A provocative and surprising investigation into the ways that profit, personalities, and politics obstruct real progress in the war on cancer—and one doctor's passionate call to action for change This year, nearly 1.6 million new cases of cancer will be diagnosed and more than 1,500 people will die per day. We've been asked to accept the disappointing strategy to "manage cancer as a chronic disease." We've allowed pharmaceutical companies to position cancer drugs that extend life by just weeks and may cost $100,000 for a single course of treatment as breakthroughs. Why have we been able to cure and prevent other killer diseases but not most cancers? Where is the bold government leadership that will transform our system from treatment to prevention? Have we forgotten the mission of the National Cancer Act of 1971, to "conquer cancer"? Through an analysis of over 40 years of medical evidence and interviews with cancer doctors, researchers, drug company executives, and health policy advisors, Dr. Cuomo reveals frank and intriguing answers to these questions. She shows us how all cancer stakeholders—the pharmaceutical industry, government, physicians, and concerned Americans—can change the way we view and fight cancer in this country.

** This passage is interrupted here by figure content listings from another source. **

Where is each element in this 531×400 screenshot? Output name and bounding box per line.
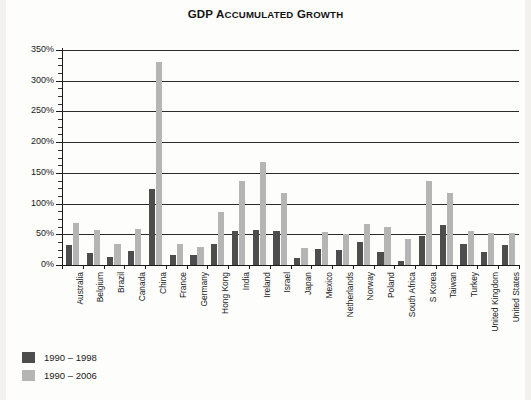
bar-1990-2006 (488, 233, 494, 265)
x-axis-category-label: Ireland (263, 272, 271, 298)
x-tick (83, 265, 84, 269)
y-axis-tick-label: 150% (8, 168, 54, 177)
legend-label: 1990 – 1998 (44, 352, 97, 363)
bar-1990-2006 (343, 234, 349, 265)
x-tick (311, 265, 312, 269)
x-axis-category-label: Canada (138, 272, 146, 301)
bar-1990-2006 (73, 223, 79, 265)
x-axis-category-label: China (159, 272, 167, 294)
bar-1990-2006 (260, 162, 266, 265)
bar-1990-2006 (447, 193, 453, 265)
bar-1990-1998 (170, 255, 176, 265)
x-tick (291, 265, 292, 269)
x-tick (457, 265, 458, 269)
x-tick (353, 265, 354, 269)
bar-1990-1998 (190, 255, 196, 265)
y-axis-tick-label: 250% (8, 106, 54, 115)
gridline-350 (62, 50, 519, 51)
x-axis-category-label: Netherlands (346, 272, 354, 317)
bar-1990-1998 (232, 231, 238, 265)
x-axis-category-label: Israel (283, 272, 291, 292)
x-tick (249, 265, 250, 269)
bar-1990-1998 (460, 244, 466, 266)
bar-1990-2006 (156, 62, 162, 265)
y-axis-tick-label: 350% (8, 45, 54, 54)
x-tick (374, 265, 375, 269)
gridline-250 (62, 111, 519, 112)
x-tick (166, 265, 167, 269)
bar-1990-1998 (357, 242, 363, 265)
x-tick (332, 265, 333, 269)
chart-title: GDP ACCUMULATED GROWTH (0, 8, 531, 20)
bar-1990-1998 (128, 251, 134, 265)
gridline-300 (62, 81, 519, 82)
x-axis-category-label: Mexico (325, 272, 333, 299)
legend-item: 1990 – 2006 (22, 370, 97, 381)
x-tick (228, 265, 229, 269)
bar-1990-2006 (218, 212, 224, 265)
bar-1990-2006 (468, 231, 474, 265)
x-tick (477, 265, 478, 269)
bar-1990-2006 (177, 244, 183, 266)
x-axis-category-label: Brazil (117, 272, 125, 293)
bar-1990-1998 (336, 250, 342, 265)
bar-1990-2006 (114, 244, 120, 265)
legend-item: 1990 – 1998 (22, 352, 97, 363)
legend-swatch (22, 370, 35, 381)
bar-1990-2006 (405, 239, 411, 265)
x-axis-category-label: Japan (304, 272, 312, 295)
y-axis-tick-label: 300% (8, 76, 54, 85)
bar-1990-1998 (149, 189, 155, 265)
bar-1990-1998 (419, 236, 425, 265)
bar-1990-2006 (384, 227, 390, 265)
bar-1990-2006 (364, 224, 370, 265)
bar-1990-1998 (481, 252, 487, 266)
bar-1990-2006 (322, 232, 328, 265)
page-edge-right (525, 0, 531, 400)
x-tick (207, 265, 208, 269)
bar-1990-1998 (502, 245, 508, 265)
x-tick (145, 265, 146, 269)
x-axis-category-label: Norway (366, 272, 374, 300)
x-tick (62, 265, 63, 269)
legend-swatch (22, 352, 35, 363)
bar-1990-2006 (135, 229, 141, 265)
x-axis-category-label: United States (512, 272, 520, 322)
gridline-150 (62, 173, 519, 174)
plot-area (62, 50, 519, 265)
y-axis-tick-label: 100% (8, 199, 54, 208)
bar-1990-1998 (273, 231, 279, 265)
bar-1990-2006 (197, 247, 203, 265)
x-tick (415, 265, 416, 269)
x-axis-category-label: India (242, 272, 250, 290)
bar-1990-1998 (377, 252, 383, 266)
bar-1990-1998 (315, 249, 321, 265)
x-axis-category-label: Germany (200, 272, 208, 306)
bar-1990-2006 (301, 248, 307, 265)
bar-1990-1998 (253, 230, 259, 265)
x-axis-category-label: S Korea (429, 272, 437, 302)
x-axis-category-label: Australia (76, 272, 84, 305)
x-tick (436, 265, 437, 269)
y-axis-tick-label: 200% (8, 137, 54, 146)
legend-label: 1990 – 2006 (44, 370, 97, 381)
y-axis-tick-label: 50% (8, 229, 54, 238)
bar-1990-1998 (440, 225, 446, 265)
bar-1990-2006 (239, 181, 245, 265)
x-axis-category-label: France (179, 272, 187, 298)
x-axis-category-label: Hong Kong (221, 272, 229, 314)
x-tick (394, 265, 395, 269)
x-tick (187, 265, 188, 269)
bar-1990-1998 (66, 245, 72, 265)
x-axis-category-label: United Kingdom (491, 272, 499, 332)
y-axis-labels: 0%50%100%150%200%250%300%350% (0, 0, 54, 400)
bar-1990-1998 (211, 244, 217, 266)
x-axis-category-label: Poland (387, 272, 395, 298)
bar-1990-2006 (509, 233, 515, 265)
x-axis-category-label: Taiwan (449, 272, 457, 298)
bar-1990-1998 (294, 258, 300, 265)
x-tick (270, 265, 271, 269)
x-tick (519, 265, 520, 269)
chart-figure: GDP ACCUMULATED GROWTH 0%50%100%150%200%… (0, 0, 531, 400)
x-tick (498, 265, 499, 269)
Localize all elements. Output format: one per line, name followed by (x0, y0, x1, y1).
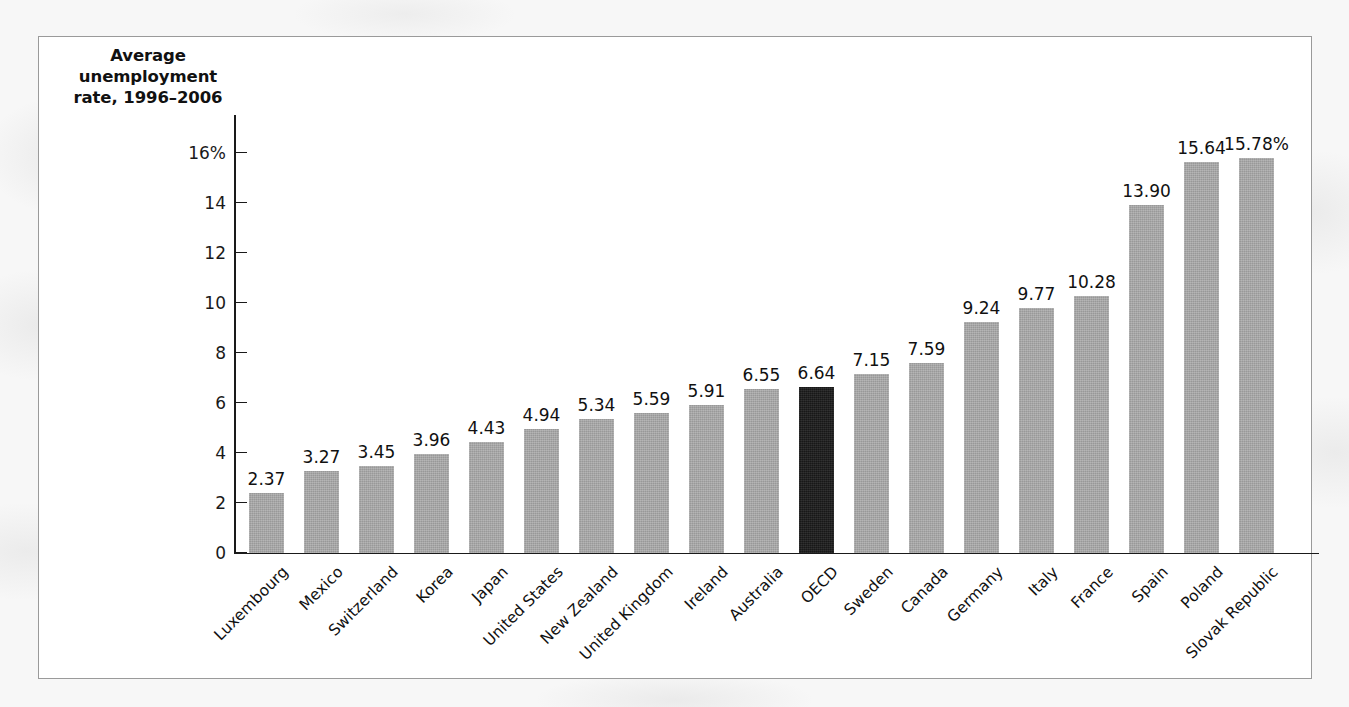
bar-group[interactable]: 4.94 (524, 115, 579, 553)
x-axis-label: OECD (797, 563, 841, 607)
bar[interactable] (359, 466, 394, 552)
y-tick-label: 14 (39, 193, 234, 213)
bar-value-label: 15.78% (1214, 134, 1300, 154)
y-axis-title: Average unemployment rate, 1996–2006 (57, 45, 239, 108)
bar[interactable] (469, 442, 504, 553)
y-tick-label: 10 (39, 293, 234, 313)
bar-value-label: 7.59 (884, 339, 970, 359)
bar[interactable] (854, 374, 889, 553)
x-axis-label: Japan (468, 563, 511, 606)
figure-frame: Average unemployment rate, 1996–2006 16%… (38, 36, 1312, 679)
y-tick-label: 8 (39, 343, 234, 363)
bar[interactable] (579, 419, 614, 553)
x-axis-label: Italy (1025, 563, 1062, 600)
x-axis-label: Australia (725, 563, 786, 624)
y-tick-label: 6 (39, 393, 234, 413)
bars-container: 2.373.273.453.964.434.945.345.595.916.55… (235, 115, 1319, 553)
x-axis-label: Poland (1177, 563, 1226, 612)
y-tick-label: 0 (39, 543, 234, 563)
bar-group[interactable]: 13.90 (1129, 115, 1184, 553)
bar-group[interactable]: 15.78% (1239, 115, 1294, 553)
bar-chart: Average unemployment rate, 1996–2006 16%… (39, 37, 1311, 678)
bar-group[interactable]: 7.59 (909, 115, 964, 553)
x-axis-label: Sweden (840, 563, 896, 619)
bar-group[interactable]: 6.64 (799, 115, 854, 553)
bar[interactable] (1074, 296, 1109, 553)
bar[interactable] (414, 454, 449, 553)
x-axis-label: Slovak Republic (1182, 563, 1281, 662)
bar[interactable] (634, 413, 669, 553)
bar[interactable] (1019, 308, 1054, 552)
bar[interactable] (744, 389, 779, 553)
bar-group[interactable]: 3.45 (359, 115, 414, 553)
bar-group[interactable]: 2.37 (249, 115, 304, 553)
x-axis-label: Spain (1128, 563, 1171, 606)
bar[interactable] (799, 387, 834, 553)
bar[interactable] (1129, 205, 1164, 553)
x-axis-label: Canada (897, 563, 951, 617)
bar-group[interactable]: 3.96 (414, 115, 469, 553)
y-tick-label: 2 (39, 493, 234, 513)
bar-group[interactable]: 9.77 (1019, 115, 1074, 553)
y-tick-label: 4 (39, 443, 234, 463)
bar-value-label: 2.37 (224, 469, 310, 489)
bar[interactable] (1239, 158, 1274, 553)
bar-group[interactable]: 7.15 (854, 115, 909, 553)
bar[interactable] (909, 363, 944, 553)
bar-group[interactable]: 5.34 (579, 115, 634, 553)
bar[interactable] (304, 471, 339, 553)
bar[interactable] (524, 429, 559, 553)
x-axis-label: France (1067, 563, 1116, 612)
bar-group[interactable]: 5.91 (689, 115, 744, 553)
y-tick-label: 12 (39, 243, 234, 263)
x-axis-line (234, 553, 1319, 555)
bar-value-label: 13.90 (1104, 181, 1190, 201)
bar-group[interactable]: 9.24 (964, 115, 1019, 553)
x-axis-label: Ireland (681, 563, 732, 614)
bar[interactable] (964, 322, 999, 553)
bar-group[interactable]: 3.27 (304, 115, 359, 553)
bar-group[interactable]: 15.64 (1184, 115, 1239, 553)
bar-group[interactable]: 4.43 (469, 115, 524, 553)
x-axis-label: Mexico (295, 563, 346, 614)
x-axis-label: Germany (943, 563, 1006, 626)
bar-value-label: 10.28 (1049, 272, 1135, 292)
bar-group[interactable]: 5.59 (634, 115, 689, 553)
bar-group[interactable]: 6.55 (744, 115, 799, 553)
bar[interactable] (689, 405, 724, 553)
x-axis-label: Luxembourg (210, 563, 291, 644)
bar[interactable] (1184, 162, 1219, 553)
y-tick-label: 16% (39, 143, 234, 163)
x-axis-label: United Kingdom (576, 563, 677, 664)
page-background: Average unemployment rate, 1996–2006 16%… (0, 0, 1349, 707)
bar[interactable] (249, 493, 284, 552)
x-axis-category-labels: LuxembourgMexicoSwitzerlandKoreaJapanUni… (235, 557, 1319, 677)
x-axis-label: Korea (412, 563, 456, 607)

This story is not approved by orthodox medicine: the FDA, the AMA, and the American Cancer Society have labeled it fraud and quackery.
Over the decade it took to uncover this story, Rebecca became enmeshed in the lives of the Lacks family—especially Henrietta’s daughter Deborah. Deborah was consumed with questions: Had scientists cloned her mother?
A young widow suddenly must raise three children alone—all while living with a rare blood cancer and working full-time. This situation might make any woman despair, but Sally Kalksma is not just any woman.
The Creature from Jekyll Island: A Second Look at the Federal Reserve
Says Gourdine, “I wrote this book to empower our community to solve our own health problems and save our own lives.”
Here are 62 case histories proving beyond any doubt that Laetrile (Vitamin B17) works in the control of cancer. These are not anecdotal stories or cases of people who never had cancer in the first place.
This book is a printed edition of the Special Issue "Nutrition and Cancer" that was published in Nutrients
The Science Beyond the Controversy Institute of Medicine, Janet Joy, Alison Mack. become dependent on illicit drugs than are women. The risk of drug dependence for white Americans is approximately double that for African Americans.
The Undying is an outraged, beautiful, and brilliant work of embodied critique." —Ben Lerner, author of The Topeka School A week after her forty-first birthday, the acclaimed poet Anne Boyer was diagnosed with highly aggressive triple ...
Many Americans believe that people who lack health insurance somehow get the care they really need. Care Without Coverage examines the real consequences for adults who lack health insurance.